If your child is in a private school or is homeschooled and you believe they have a disability, contact the public school district in your geographic area. The district's Child Find obligation applies to you even though your child isn't enrolled.
Child Find for Children Not Yet in School
Child Find also covers children who are not yet of school age. For children from birth through two years old, Child Find is managed through early intervention (Part C) and the Infant Development Program. For children ages three through five who have not yet started kindergarten, the public school district is responsible for identifying and evaluating them.
If your three- or four-year-old has not been enrolled in any public school program but you believe they have a developmental disability, you can contact the school district directly. The district is obligated to evaluate children in this age range.
Why Child Find Matters for Rural North Dakota Families
In rural North Dakota, children in small districts sometimes fall through the cracks for years before anyone acts — particularly if the district lacks a robust multi-tiered support system and the general education classroom teacher isn't regularly consulting with the special education staff.

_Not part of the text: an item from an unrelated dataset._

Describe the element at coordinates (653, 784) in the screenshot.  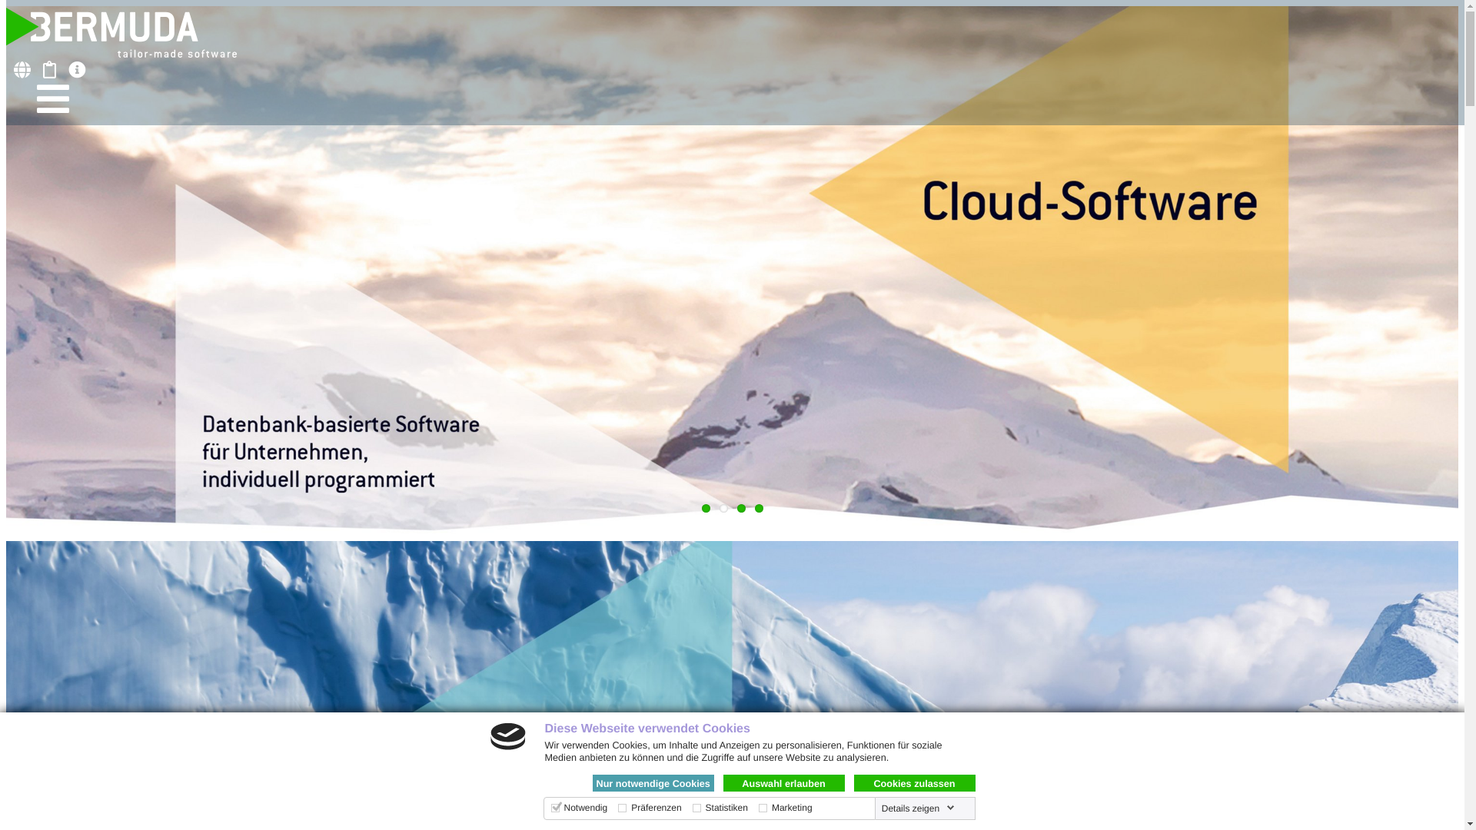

In buildings where one teacher handles multiple grades and the special education coordinator visits once a week from the multidistrict unit, systematic Child Find is harder to implement.
Understanding that your child's school has this obligation — and that you can formally raise it if the school has been slow to act — gives you a legal lever that many parents don't know they have.
The North Dakota IEP & 504 Advocacy Playbook includes written request templates for evaluation, guidance on documenting prior school knowledge of suspected disabilities, and an overview of how to file a NDDPI state complaint for Child Find violations.